Over the past two months, Monticello’s archaeologists have discovered two previously unknown archaeological sites that were once the homes of enslaved people who lived at Tufton, about a mile and a quarter east of Jefferson’s mountaintop mansion. Our preliminary assessment of the artifacts indicates that the earlier of the two sites was occupied in the first few decades of the nineteenth century, probably by enslaved field laborers who worked on the Tufton farm. Tufton was one of four quarter farms that comprised Jefferson’s Monticello Plantation.

This site also contains artifacts that date from the mid to late-nineteenth century. This indicates that after Jefferson’s death and the sale of his slaves to pay his debts, the site was occupied by slaves belonging to Tufton’s subsequent owners, the Macons, who acquired the tract in 1833. The Macons built the Greek-revival style brick house that still stands on the property today. At his death in 1851, Colonel Thomas Macon was among Albemarle’s wealthiest farmers - thanks to the labor of his 46 slaves. The artifacts recovered from this second newly discovered site date from the mid through late-nineteenth century. This later site also contains above-ground remains of at least two houses:  A stone foundation and a brick chimney stack.

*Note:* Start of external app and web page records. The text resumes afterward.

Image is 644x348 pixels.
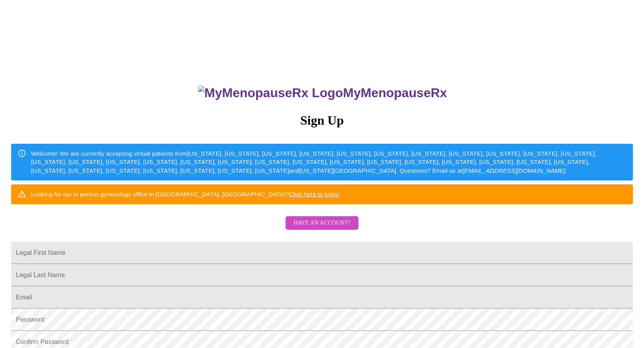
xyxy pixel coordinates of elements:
[31,146,627,178] div: Welcome! We are currently accepting virtual patients from [US_STATE], [US_STATE], [US_STATE], [US...
[31,187,339,202] div: Looking for our in person gynecology office in [GEOGRAPHIC_DATA], [GEOGRAPHIC_DATA]?
[284,225,361,231] a: Have an account?
[293,218,351,228] span: Have an account?
[289,191,339,198] a: Click here to login!
[286,216,358,230] button: Have an account?
[12,86,634,100] h3: MyMenopauseRx
[463,167,566,174] em: [EMAIL_ADDRESS][DOMAIN_NAME]
[198,86,343,100] img: MyMenopauseRx Logo
[11,113,633,128] h3: Sign Up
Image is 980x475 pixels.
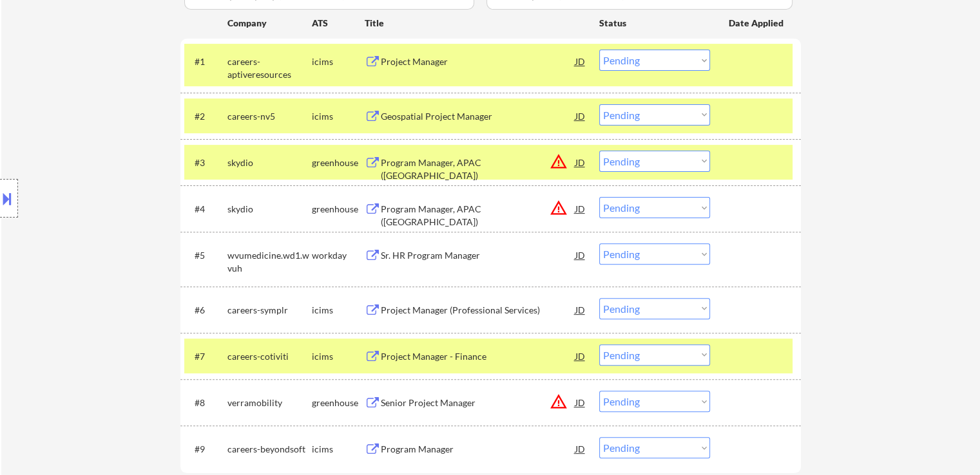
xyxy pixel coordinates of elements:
[194,350,217,363] div: #7
[381,397,575,410] div: Senior Project Manager
[550,393,568,411] button: warning_amber
[729,17,785,30] div: Date Applied
[574,437,587,461] div: JD
[574,298,587,321] div: JD
[550,199,568,217] button: warning_amber
[381,304,575,316] div: Project Manager (Professional Services)
[381,350,575,363] div: Project Manager - Finance
[381,443,575,455] div: Program Manager
[311,249,365,262] div: workday
[311,203,365,215] div: greenhouse
[574,49,587,73] div: JD
[311,156,365,170] div: greenhouse
[599,11,710,34] div: Status
[365,17,587,30] div: Title
[227,110,311,123] div: careers-nv5
[381,156,575,182] div: Program Manager, APAC ([GEOGRAPHIC_DATA])
[194,55,217,68] div: #1
[574,197,587,221] div: JD
[311,55,365,68] div: icims
[381,249,575,262] div: Sr. HR Program Manager
[227,249,311,274] div: wvumedicine.wd1.wvuh
[227,156,311,170] div: skydio
[227,350,311,363] div: careers-cotiviti
[381,110,575,123] div: Geospatial Project Manager
[227,203,311,215] div: skydio
[550,153,568,170] button: warning_amber
[311,443,365,455] div: icims
[381,55,575,68] div: Project Manager
[311,110,365,123] div: icims
[194,397,217,410] div: #8
[311,17,365,30] div: ATS
[574,243,587,266] div: JD
[227,443,311,455] div: careers-beyondsoft
[311,397,365,410] div: greenhouse
[311,350,365,363] div: icims
[227,17,311,30] div: Company
[574,391,587,414] div: JD
[194,443,217,455] div: #9
[574,104,587,127] div: JD
[227,304,311,316] div: careers-symplr
[574,344,587,367] div: JD
[311,304,365,316] div: icims
[574,151,587,174] div: JD
[227,55,311,81] div: careers-aptiveresources
[381,203,575,228] div: Program Manager, APAC ([GEOGRAPHIC_DATA])
[227,397,311,410] div: verramobility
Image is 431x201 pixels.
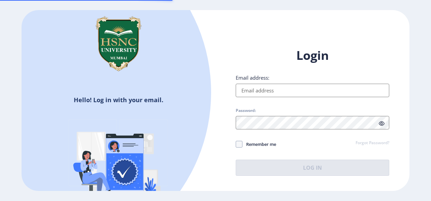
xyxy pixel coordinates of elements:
[236,47,389,64] h1: Login
[236,160,389,176] button: Log In
[242,140,276,149] span: Remember me
[356,140,389,146] a: Forgot Password?
[236,108,256,113] label: Password:
[85,10,152,77] img: hsnc.png
[236,84,389,97] input: Email address
[236,74,269,81] label: Email address:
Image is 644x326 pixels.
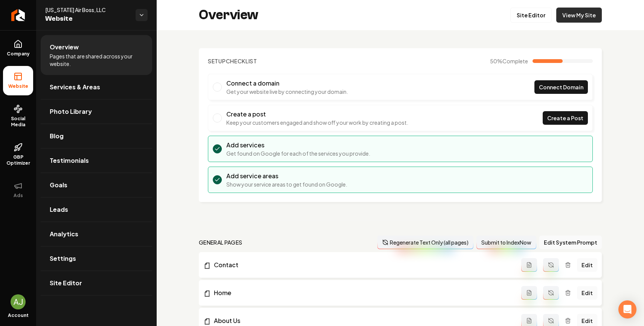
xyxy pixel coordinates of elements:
[226,79,348,88] h3: Connect a domain
[510,8,552,23] a: Site Editor
[40,222,152,246] a: Analytics
[50,131,64,141] span: Blog
[226,171,347,181] h3: Add service areas
[40,75,152,99] a: Services & Areas
[3,99,33,134] a: Social Media
[50,156,89,165] span: Testimonials
[10,193,26,199] span: Ads
[577,286,597,300] a: Edit
[50,52,143,67] span: Pages that are shared across your website.
[226,150,370,157] p: Get found on Google for each of the services you provide.
[10,294,25,309] img: AJ Nimeh
[521,258,537,272] button: Add admin page prompt
[226,141,370,150] h3: Add services
[45,13,130,24] span: Website
[40,247,152,270] a: Settings
[50,181,67,189] span: Goals
[3,137,33,172] a: GBP Optimizer
[50,107,92,116] span: Photo Library
[11,9,25,21] img: Rebolt Logo
[40,100,152,124] a: Photo Library
[543,111,588,125] a: Create a Post
[40,271,152,295] a: Site Editor
[521,286,537,300] button: Add admin page prompt
[502,58,528,64] span: Complete
[203,261,521,269] a: Contact
[3,154,33,166] span: GBP Optimizer
[556,8,602,23] a: View My Site
[490,57,528,65] span: 50 %
[50,254,76,263] span: Settings
[203,289,521,297] a: Home
[226,110,408,119] h3: Create a post
[226,119,408,126] p: Keep your customers engaged and show off your work by creating a post.
[8,313,29,319] span: Account
[40,198,152,222] a: Leads
[199,239,243,246] h2: general pages
[203,316,521,325] a: About Us
[3,175,33,205] button: Ads
[477,236,536,249] button: Submit to IndexNow
[3,116,33,128] span: Social Media
[226,181,347,188] p: Show your service areas to get found on Google.
[226,88,348,96] p: Get your website live by connecting your domain.
[208,58,226,64] span: Setup
[3,34,33,63] a: Company
[577,258,597,272] a: Edit
[50,279,82,288] span: Site Editor
[535,80,588,94] a: Connect Domain
[50,205,68,214] span: Leads
[199,8,258,23] h2: Overview
[4,51,33,57] span: Company
[40,148,152,173] a: Testimonials
[50,229,78,239] span: Analytics
[5,84,31,89] span: Website
[50,43,79,51] span: Overview
[539,236,602,249] button: Edit System Prompt
[40,124,152,148] a: Blog
[547,114,583,122] span: Create a Post
[10,294,25,309] button: Open user button
[40,173,152,197] a: Goals
[208,57,257,65] h2: Checklist
[45,6,130,13] span: [US_STATE] Air Boss, LLC
[539,84,583,91] span: Connect Domain
[377,236,473,249] button: Regenerate Text Only (all pages)
[50,83,100,91] span: Services & Areas
[619,301,636,319] div: Open Intercom Messenger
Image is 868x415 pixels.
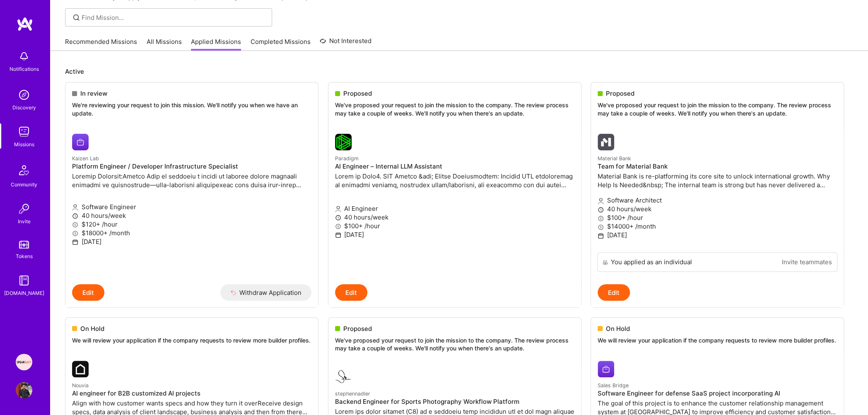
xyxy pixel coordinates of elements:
[591,127,844,252] a: Material Bank company logoMaterial BankTeam for Material BankMaterial Bank is re-platforming its ...
[72,228,312,237] p: $18000+ /month
[598,213,837,222] p: $100+ /hour
[598,390,837,397] h4: Software Engineer for defense SaaS project incorporating AI
[598,155,631,162] small: Material Bank
[335,223,341,229] i: icon MoneyGray
[221,284,312,301] button: Withdraw Application
[251,37,311,51] a: Completed Missions
[72,204,78,210] i: icon Applicant
[598,196,837,205] p: Software Architect
[65,37,137,51] a: Recommended Missions
[72,239,78,245] i: icon Calendar
[598,382,628,388] small: Sales Bridge
[598,101,837,117] p: We've proposed your request to join the mission to the company. The review process may take a cou...
[72,237,312,246] p: [DATE]
[16,272,32,289] img: guide book
[598,222,837,231] p: $14000+ /month
[335,369,351,386] img: stephennadler company logo
[72,134,88,151] img: Kaizen Lab company logo
[17,17,33,31] img: logo
[598,198,604,204] i: icon Applicant
[13,354,35,370] a: Speakeasy: Software Engineer to help Customers write custom functions
[16,48,32,65] img: bell
[72,202,312,211] p: Software Engineer
[16,381,32,398] img: User Avatar
[72,221,78,227] i: icon MoneyGray
[11,180,37,189] div: Community
[16,354,32,370] img: Speakeasy: Software Engineer to help Customers write custom functions
[4,289,45,297] div: [DOMAIN_NAME]
[598,205,837,213] p: 40 hours/week
[598,231,837,239] p: [DATE]
[343,324,372,333] span: Proposed
[191,37,241,51] a: Applied Missions
[19,241,29,248] img: tokens
[13,103,36,112] div: Discovery
[598,224,604,230] i: icon MoneyGray
[598,134,614,151] img: Material Bank company logo
[335,398,574,405] h4: Backend Engineer for Sports Photography Workflow Platform
[72,230,78,237] i: icon MoneyGray
[16,252,33,260] div: Tokens
[72,213,78,219] i: icon Clock
[66,127,318,284] a: Kaizen Lab company logoKaizen LabPlatform Engineer / Developer Infrastructure SpecialistLoremip D...
[598,215,604,221] i: icon MoneyGray
[335,101,574,117] p: We've proposed your request to join the mission to the company. The review process may take a cou...
[72,101,312,117] p: We're reviewing your request to join this mission. We'll notify you when we have an update.
[16,124,32,140] img: teamwork
[80,89,107,98] span: In review
[335,284,367,301] button: Edit
[343,89,372,98] span: Proposed
[14,140,35,149] div: Missions
[598,336,837,344] p: We will review your application if the company requests to review more builder profiles.
[72,220,312,228] p: $120+ /hour
[72,162,312,170] h4: Platform Engineer / Developer Infrastructure Specialist
[335,215,341,221] i: icon Clock
[16,200,32,217] img: Invite
[335,205,341,212] i: icon Applicant
[335,230,574,239] p: [DATE]
[598,206,604,213] i: icon Clock
[598,284,630,301] button: Edit
[335,162,574,170] h4: AI Engineer – Internal LLM Assistant
[72,336,312,344] p: We will review your application if the company requests to review more builder profiles.
[335,172,574,189] p: Lorem ip Dolo4. SIT Ametco &adi; Elitse Doeiusmodtem: Incidid UTL etdoloremag al enimadmi veniamq...
[72,155,99,162] small: Kaizen Lab
[72,211,312,220] p: 40 hours/week
[72,172,312,189] p: Loremip Dolorsit:Ametco Adip el seddoeiu t incidi ut laboree dolore magnaali enimadmi ve quisnost...
[335,134,351,151] img: Paradigm company logo
[335,336,574,352] p: We've proposed your request to join the mission to the company. The review process may take a cou...
[72,390,312,397] h4: AI engineer for B2B customized AI projects
[335,155,359,162] small: Paradigm
[146,37,182,51] a: All Missions
[598,172,837,189] p: Material Bank is re-platforming its core site to unlock international growth. Why Help Is Needed&...
[9,65,39,73] div: Notifications
[335,213,574,221] p: 40 hours/week
[72,382,88,388] small: Nouvia
[598,360,614,377] img: Sales Bridge company logo
[605,89,634,98] span: Proposed
[72,284,104,301] button: Edit
[335,231,341,238] i: icon Calendar
[72,360,88,377] img: Nouvia company logo
[65,67,853,76] p: Active
[13,381,35,398] a: User Avatar
[335,221,574,230] p: $100+ /hour
[598,232,604,239] i: icon Calendar
[320,36,371,51] a: Not Interested
[14,160,34,180] img: Community
[18,217,30,226] div: Invite
[781,258,832,266] a: Invite teammates
[72,13,81,23] i: icon SearchGrey
[328,127,581,284] a: Paradigm company logoParadigmAI Engineer – Internal LLM AssistantLorem ip Dolo4. SIT Ametco &adi;...
[335,391,370,396] small: stephennadler
[335,204,574,213] p: AI Engineer
[16,87,32,103] img: discovery
[605,324,630,333] span: On Hold
[598,162,837,170] h4: Team for Material Bank
[610,258,692,266] div: You applied as an individual
[80,324,104,333] span: On Hold
[82,13,266,22] input: Find Mission...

A Padlock, matching one found on Mulberry Row

We are excited about the new discoveries. The Jefferson-era remains on the earlier site give us an opportunity to assess how the material lives of enslaved field hands living on the outlying Tufton quarter farm compared to the lives of two other segments of the Monticello slave community: Field hands who lived and worked on the slopes of Monticello Mountain and domestics and artisans living on Mulberry Row. Secondly, the two later nineteenth-century scatters offer the possibility of studying how the material lives of slaves changed from Jefferson’s time up until the Civil War, and then again after emancipation.

Both sites are what archaeologists call “palimpsests” after the ancient Latin word for a wax tablet on which letters have been incised, then erased, and then written on again, with traces of the original letters still showing beneath the new ones. Understanding Tufton’s newly discovered artifact palimpsests will require cataloging the artifacts and using statistical techniques to analyze the spatial patterns in temporally-sensitive ceramic types. This will allow us to distinguish which parts of the site were occupied at different periods. That work should be complete in a month, so check back here for updates!

Significant Jefferson-era artifacts recovered during the recent survey work include a padlock, which matches one found on Mulberry Row, a glass bead, a slate pencil, a metal coat button, along with scores of datable ceramic sherds in refined English earthenwares and some Chinese porcelain. The sites are large. The earlier artifact scatter measures about 875 by 400 feet while the later one is about 750 by 200 feet. Our initial hypothesis is that they represent multiple, widely spaced single-family houses. 


Newly found artifacts: A glass bead, a slate pencil, a metal coat button, and ceramic sherds

The new research at Tufton is part of an ongoing research initiative:  The Monticello Plantation Archaeological Survey. Begun in 1997, the Plantation Survey is an ambitious, multi-disciplinary project, designed to document and explain the settlement and land-use history of the more than 2000-acres comprising the core of Jefferson’s Monticello and owned by the Thomas Jefferson Foundation (TJF) today.  The Survey relies on shovel test pits (STPs), dug on a 40-foot grid, to find archaeological sites. So far, Monticello’s archaeologists have dug roughly 20,000 STPs across 600 acres. We have covered about 64 of Tufton’s roughly 500 acres, with a total of 2800 STPs.

Documents indicate that there are many more exciting discoveries to be made at Tufton, including the locations of houses of slaves and overseers from the mid-eighteenth century when the property was farmed by Thomas Jefferson’s father, Peter, and from the late-eighteenth century, when Thomas Jefferson assumed management of the property. In addition, there are surely more undiscovered early-nineteenth century sites. In last year’s survey work at Tufton, archaeologists discovered a small late–eighteenth century site, adjacent to the Macon’s ante-bellum mansion. Jefferson’s survey plats reveal that Elizabeth Hemings, the matriarch of Monticello’s famous Hemings family, lived there in the early 1790’s. In addition, the back yard of the mansion contains a large scatter of early-19th century ceramics, which are likely the result of occupation by tenants, including Jefferson's grandson, Thomas Jefferson Randolph.